Our understanding is that renaming extensions in MediaWiki is a long and complicated process, so we'll likely not be able to rename it in the foreseeable future.

Why?

Renaming is usually a bad thing because it often confuses the hell out of users, but from a technical perspective it is pretty trivial.

--
Bawolff

On Friday, August 4, 2023, Luca Toscano <ltoscano@wikimedia.org> wrote:
Hi Amir!

Answering inline:

On Thu, Aug 3, 2023 at 10:11 PM Amir E. Aharoni <amir.aharoni@mail.huji.ac.il> wrote:

The email says that "All ML models currently accessible on ORES are also currently accessible on Lift Wing", and if I understand correctly, this means that this feature in Recent Changes will keep working. Do I understand correctly? :)

Definitely yes, we are working on migrating the ORES extension to Lift Wing, without any change required for users. The tracking task is https://phabricator.wikimedia.org/T319170. At the moment all wikis with the ORES extension enabled, except fi/en/wikidata, are already using models from Lift Wing.
 
In addition, I have some followup questions:

1. The MediaWiki extension that implements the frontend in Recent Changes is itself named "ORES". It's an internal name that isn't seen much by wiki editors except if they go to Special:Version or to translatewiki. Nevertheless, as the time goes by, seeing the old name may start getting weird. So what's the plan about it? Will this extension remain as is? Will it be renamed? Will it be replaced with a new frontend extension in the foreseeable future?

This is a good question and we don't have a definitive answer at the moment. Our understanding is that renaming extensions in MediaWiki is a long and complicated process, so we'll likely not be able to rename it in the foreseeable future. We would definitely like to add more models to RC Filters, for example Revert Risk (for the curious, see https://meta.wikimedia.org/wiki/Machine_learning_models/Proposed/Language-agnostic_revert_risk), but we are not sure yet if it is worth to create a new extension or just to expand the ORES one.
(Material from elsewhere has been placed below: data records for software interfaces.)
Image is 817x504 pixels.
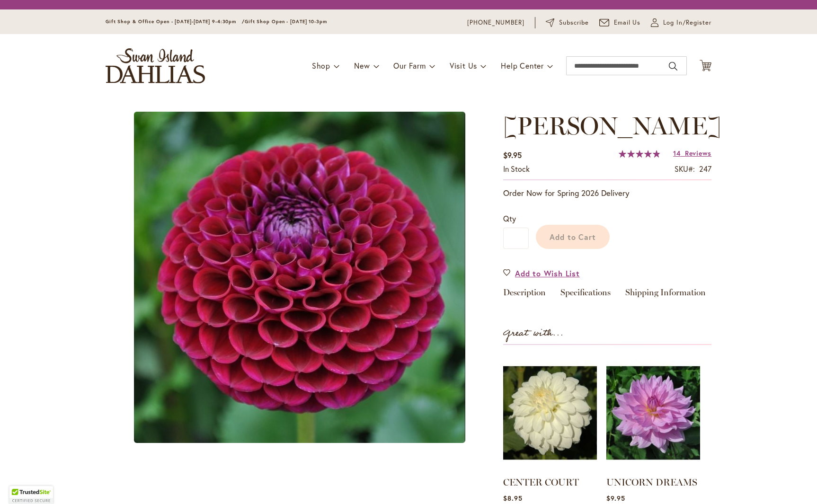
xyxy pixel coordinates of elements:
[515,268,580,279] span: Add to Wish List
[354,61,370,70] span: New
[503,268,580,279] a: Add to Wish List
[546,18,589,27] a: Subscribe
[675,164,695,174] strong: SKU
[503,477,579,488] a: CENTER COURT
[561,288,611,302] a: Specifications
[607,494,626,503] span: $9.95
[467,18,525,27] a: [PHONE_NUMBER]
[503,288,546,302] a: Description
[663,18,711,27] span: Log In/Register
[619,150,660,158] div: 97%
[312,61,330,70] span: Shop
[7,471,34,497] iframe: Launch Accessibility Center
[134,112,466,443] img: main product photo
[651,18,711,27] a: Log In/Register
[106,48,205,83] a: store logo
[614,18,641,27] span: Email Us
[450,61,477,70] span: Visit Us
[503,355,597,472] img: CENTER COURT
[626,288,706,302] a: Shipping Information
[503,164,530,174] span: In stock
[600,18,641,27] a: Email Us
[673,149,711,158] a: 14 Reviews
[699,164,711,175] div: 247
[503,288,711,302] div: Detailed Product Info
[503,150,522,160] span: $9.95
[245,18,327,25] span: Gift Shop Open - [DATE] 10-3pm
[669,58,678,74] button: Search
[559,18,589,27] span: Subscribe
[685,149,711,158] span: Reviews
[106,18,245,25] span: Gift Shop & Office Open - [DATE]-[DATE] 9-4:30pm /
[503,213,516,223] span: Qty
[607,355,700,472] img: UNICORN DREAMS
[501,61,544,70] span: Help Center
[503,164,530,175] div: Availability
[673,149,681,158] span: 14
[393,61,425,70] span: Our Farm
[503,494,523,503] span: $8.95
[503,111,721,141] span: [PERSON_NAME]
[607,477,697,488] a: UNICORN DREAMS
[503,187,711,199] p: Order Now for Spring 2026 Delivery
[503,326,564,342] strong: Great with...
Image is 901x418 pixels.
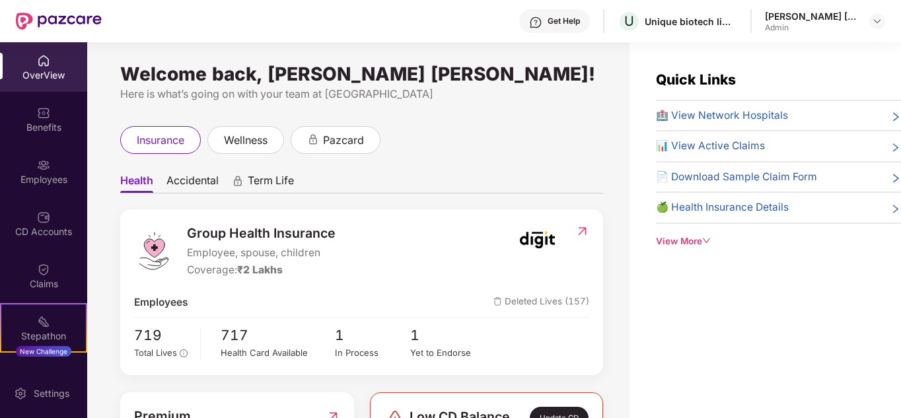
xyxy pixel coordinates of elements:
img: insurerIcon [513,223,562,256]
div: Here is what’s going on with your team at [GEOGRAPHIC_DATA] [120,86,603,102]
div: In Process [335,346,411,360]
span: Group Health Insurance [187,223,336,244]
img: svg+xml;base64,PHN2ZyBpZD0iRW5kb3JzZW1lbnRzIiB4bWxucz0iaHR0cDovL3d3dy53My5vcmcvMjAwMC9zdmciIHdpZH... [37,367,50,381]
div: Coverage: [187,262,336,278]
img: svg+xml;base64,PHN2ZyBpZD0iSGVscC0zMngzMiIgeG1sbnM9Imh0dHA6Ly93d3cudzMub3JnLzIwMDAvc3ZnIiB3aWR0aD... [529,16,543,29]
img: svg+xml;base64,PHN2ZyBpZD0iQ2xhaW0iIHhtbG5zPSJodHRwOi8vd3d3LnczLm9yZy8yMDAwL3N2ZyIgd2lkdGg9IjIwIi... [37,263,50,276]
img: svg+xml;base64,PHN2ZyBpZD0iU2V0dGluZy0yMHgyMCIgeG1sbnM9Imh0dHA6Ly93d3cudzMub3JnLzIwMDAvc3ZnIiB3aW... [14,387,27,400]
span: 📊 View Active Claims [656,138,765,154]
span: 🍏 Health Insurance Details [656,200,789,215]
span: right [891,141,901,154]
span: pazcard [323,132,364,149]
span: 1 [410,324,486,346]
div: Unique biotech limited [645,15,738,28]
div: Admin [765,22,858,33]
div: Settings [30,387,73,400]
div: View More [656,235,901,248]
span: ₹2 Lakhs [237,264,283,276]
span: insurance [137,132,184,149]
span: Quick Links [656,71,736,88]
img: New Pazcare Logo [16,13,102,30]
span: down [702,237,712,246]
img: svg+xml;base64,PHN2ZyBpZD0iSG9tZSIgeG1sbnM9Imh0dHA6Ly93d3cudzMub3JnLzIwMDAvc3ZnIiB3aWR0aD0iMjAiIG... [37,54,50,67]
span: Total Lives [134,348,177,358]
img: RedirectIcon [576,225,589,238]
span: 📄 Download Sample Claim Form [656,169,817,185]
span: U [625,13,634,29]
div: Stepathon [1,330,86,343]
img: svg+xml;base64,PHN2ZyBpZD0iRW1wbG95ZWVzIiB4bWxucz0iaHR0cDovL3d3dy53My5vcmcvMjAwMC9zdmciIHdpZHRoPS... [37,159,50,172]
img: logo [134,231,174,271]
img: svg+xml;base64,PHN2ZyBpZD0iQ0RfQWNjb3VudHMiIGRhdGEtbmFtZT0iQ0QgQWNjb3VudHMiIHhtbG5zPSJodHRwOi8vd3... [37,211,50,224]
span: 719 [134,324,191,346]
span: Employee, spouse, children [187,245,336,261]
img: deleteIcon [494,297,502,306]
span: Health [120,174,153,193]
img: svg+xml;base64,PHN2ZyB4bWxucz0iaHR0cDovL3d3dy53My5vcmcvMjAwMC9zdmciIHdpZHRoPSIyMSIgaGVpZ2h0PSIyMC... [37,315,50,328]
div: Yet to Endorse [410,346,486,360]
div: Welcome back, [PERSON_NAME] [PERSON_NAME]! [120,69,603,79]
span: Employees [134,295,188,311]
span: info-circle [180,350,188,358]
span: right [891,172,901,185]
span: Term Life [248,174,294,193]
span: Accidental [167,174,219,193]
img: svg+xml;base64,PHN2ZyBpZD0iRHJvcGRvd24tMzJ4MzIiIHhtbG5zPSJodHRwOi8vd3d3LnczLm9yZy8yMDAwL3N2ZyIgd2... [872,16,883,26]
span: right [891,202,901,215]
span: 🏥 View Network Hospitals [656,108,788,124]
span: wellness [224,132,268,149]
div: Health Card Available [221,346,334,360]
div: [PERSON_NAME] [PERSON_NAME] [765,10,858,22]
div: Get Help [548,16,580,26]
span: right [891,110,901,124]
span: 717 [221,324,334,346]
span: Deleted Lives (157) [494,295,589,311]
div: New Challenge [16,346,71,357]
div: animation [307,133,319,145]
div: animation [232,175,244,187]
span: 1 [335,324,411,346]
img: svg+xml;base64,PHN2ZyBpZD0iQmVuZWZpdHMiIHhtbG5zPSJodHRwOi8vd3d3LnczLm9yZy8yMDAwL3N2ZyIgd2lkdGg9Ij... [37,106,50,120]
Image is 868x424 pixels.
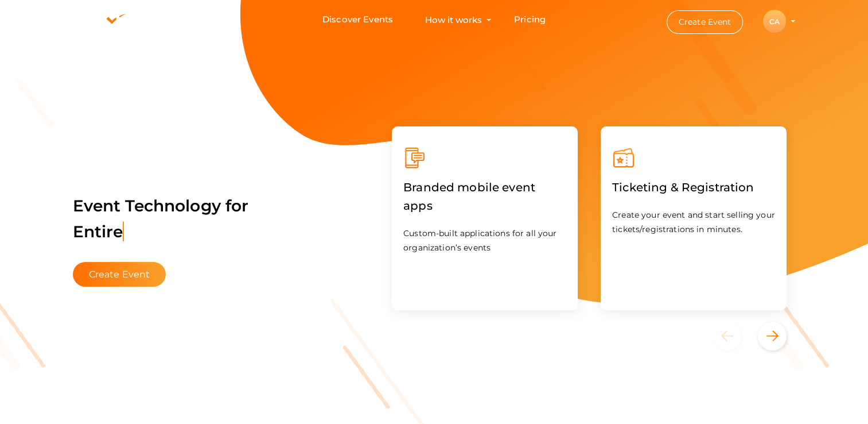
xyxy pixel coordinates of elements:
label: Ticketing & Registration [612,169,754,205]
a: Ticketing & Registration [612,183,754,194]
a: Discover Events [322,9,393,31]
button: Previous [713,321,756,350]
label: Event Technology for [73,178,249,259]
span: Entire [73,221,125,241]
button: CA [759,9,789,33]
a: Branded mobile event apps [403,201,566,212]
button: Create Event [73,262,166,287]
profile-pic: CA [763,17,785,26]
label: Branded mobile event apps [403,169,566,223]
div: CA [763,10,785,33]
button: Create Event [666,10,743,34]
button: Next [758,321,786,350]
button: How it works [422,9,485,31]
a: Pricing [514,9,546,31]
p: Custom-built applications for all your organization’s events [403,226,566,255]
p: Create your event and start selling your tickets/registrations in minutes. [612,207,775,237]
We'll get back to this list as soon as we have a better plan :) 
 
2. Back when ORES was originally developed and deployed around 2017, several wiki editors' communities participated in the development by adapting the product to the needs of their wikis and languages by translating the ORES extension's user interface and, more importantly, by labelling a sample of several thousands of diffs from their wiki using the Wikilabels tool. The communities that did that whole process were, more or less, the communities to which this Recent Changes enhancement was deployed. Will anything like that have to be done again along with the move away from ORES?
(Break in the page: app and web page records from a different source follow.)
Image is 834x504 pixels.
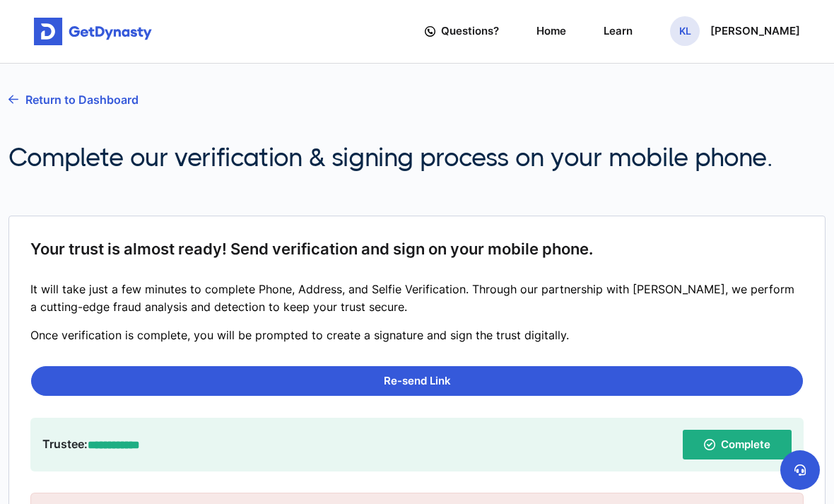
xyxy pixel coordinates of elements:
button: KL[PERSON_NAME] [670,16,800,46]
img: Get started for free with Dynasty Trust Company [34,18,152,46]
span: Trustee: [42,436,87,451]
a: Return to Dashboard [8,82,139,117]
a: Questions? [425,12,499,51]
a: Learn [603,12,632,51]
span: Questions? [441,19,499,44]
span: KL [670,16,700,46]
img: go back icon [8,94,18,104]
h2: Complete our verification & signing process on your mobile phone. [8,143,826,173]
span: Your trust is almost ready! Send verification and sign on your mobile phone. [31,238,593,259]
p: It will take just a few minutes to complete Phone, Address, and Selfie Verification. Through our ... [31,281,803,316]
button: Re-send Link [32,366,802,395]
a: Home [537,12,567,51]
span: Complete [721,429,770,459]
p: Once verification is complete, you will be prompted to create a signature and sign the trust digi... [31,327,803,344]
p: [PERSON_NAME] [711,25,800,37]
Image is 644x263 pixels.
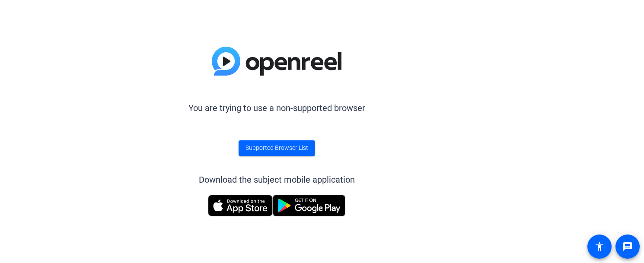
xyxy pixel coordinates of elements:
div: Download the subject mobile application [199,173,354,186]
p: You are trying to use a non-supported browser [188,101,365,114]
mat-icon: message [622,242,633,252]
a: Supported Browser List [239,140,315,156]
img: blue-gradient.svg [212,47,341,75]
span: Supported Browser List [245,143,308,152]
mat-icon: accessibility [594,242,604,252]
img: Download on the App Store [208,195,273,216]
img: Get it on Google Play [273,195,345,216]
The first goal of Lift Wing is to provide a more modern and easy-to-use infrastructure to host models at the WMF, for internal teams and for the community. The focus of the Machine Learning team is to provide infrastructure to run models on, so other teams and the community will be able to propose what to host and we'll vet what is possible and what not (following strict criteria like security of data and PII, model architecture feasibility, etc..). Once a model is deployed on Lift Wing, there will be a team or a community group owning it, namely responsible for its development in terms of features etc.. (more info in https://wikitech.wikimedia.org/wiki/Machine_Learning/LiftWing#Hosting_a_model).
To summarize:
* All the work done so far with ORES models will be preserved, it is already available on Lift Wing and anybody can use it. We hope that it is now easier to play with model servers and improve them (for WMF and the community), but we are open to any suggestion and feedback about how to improve it. For the curious, more details in the Lift Wing Wikitech page (https://wikitech.wikimedia.org/wiki/Machine_Learning/LiftWing).
* The future work will be split into two main areas (as I see it):
** The ML team will keep working on improving the infrastructure, documentation, performance, etc.. of Lift Wing, to provide better tools and data access for any new idea related to models and their usage. We'll maintain the infrastructure with monitoring/alarms/etc.., so the day-to-day ops will not fall on the model owners (WMF and community), so that they will be able to concentrate themselves only on the models and their future steps.
** Other WMF teams like Research will propose and work on new models that the community needs, but we'll also focus on improving what is currently being used. For example, most of the ORES traffic is for the goodfaith and damaging models that worked very well over the years but they rely on old training data and architectures. The Revert Risk models (for example, https://meta.wikimedia.org/wiki/Machine_learning_models/Proposed/Language-agnostic_revert_risk) are an attempt to improve the reliability and performance of the aforementioned models, using a single score instead of multiple ones.


3. Will this change open up the possibility of deploying this Recent Changes enhancement, or a newer version thereof, to more wikis and languages?

It may be possible in the future to enhance even more the RC Filters, at the moment we are concentrating on migrating the current ones to Lift Wing, but after that we'll start figuring out what is the next step. Any suggestion or advice is really welcome! (see https://wikitech.wikimedia.org/wiki/ORES#Machine_Learning_contacts)


If you think that my questions show a wrong understanding of something, please let me know—as I said in the beginning, its quite possible :)

Thanks a lot for the questions, I hope I answered your doubts, feel free to follow up if anything is missing!